In the news

Friday, December 7, 2012

George Zimmerman, the former neighborhood watch volunteer charged with second-degree murder in the shooting death of Trayvon Martin in a Sanford, Fla., gated community, has filed suit against NBC in a Florida court, contending that the network edited his 911 call to police after the shooting to make it sound as if he were “a racist and predatory villain.”

James Pachokas

has been charged in Greeley, Colo., with arson and reckless endangerment over allegations that he spit flaming streams of lighter fluid at two other men.

Jeb Bush, the former GOP governor of Florida, has been named the next chairman of the National Constitution Center in Philadelphia, a job held by his father, former President George H.W. Bush, from 2007-08, and held by former President Bill Clinton for the past four years.

Mo Yan, this year’s winner of the Nobel Prize in literature who has been criticized for his membership in China’s Communist Party, said during a news conference in Stockholm that censorship is as necessary as airport security checks.

Gen. Lloyd Austin III, the current vice chief of staff of the Army who oversaw the final troop withdrawal in Iraq, has been chosen by President Barack Obama, pending Senate confirmation, to head the U.S. Central Command and direct the end of the U.S. combat role in Afghanistan.

Dina Manfredini, 115, of Johnston, Iowa, has been named the world’s oldest living person by Guinness World Records, after the death of 116-year-old Bessie Cooper of Georgia.

Jim Letten, 59, the nation’s longest-serving U.S. attorney, in the job since 2001, has resigned from the Eastern District of Louisiana even as an investigation continues into possible misconduct bytwo of his top deputies, who have admitted anonymously posting criticism of judges and comments about cases on the website of the Times-Picayune.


## TASK ITEM:
Below are the records; copy out every line that holds the word "label".

(Stored records)
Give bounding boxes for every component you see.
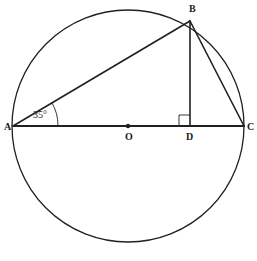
vertex-label-c: C bbox=[247, 122, 254, 132]
vertex-label-a: A bbox=[4, 122, 11, 132]
vertex-label-b: B bbox=[189, 4, 196, 14]
vertex-label-d: D bbox=[186, 132, 193, 142]
geometry-diagram: A B C O D 35° bbox=[0, 0, 257, 261]
angle-measure-label: 35° bbox=[33, 110, 47, 120]
center-point-dot bbox=[126, 124, 130, 128]
vertex-label-o: O bbox=[125, 132, 133, 142]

## REPLY TO THE TASK:
vertex-label-c: C bbox=[247, 122, 254, 132]
vertex-label-a: A bbox=[4, 122, 11, 132]
vertex-label-b: B bbox=[189, 4, 196, 14]
vertex-label-d: D bbox=[186, 132, 193, 142]
angle-measure-label: 35° bbox=[33, 110, 47, 120]
vertex-label-o: O bbox=[125, 132, 133, 142]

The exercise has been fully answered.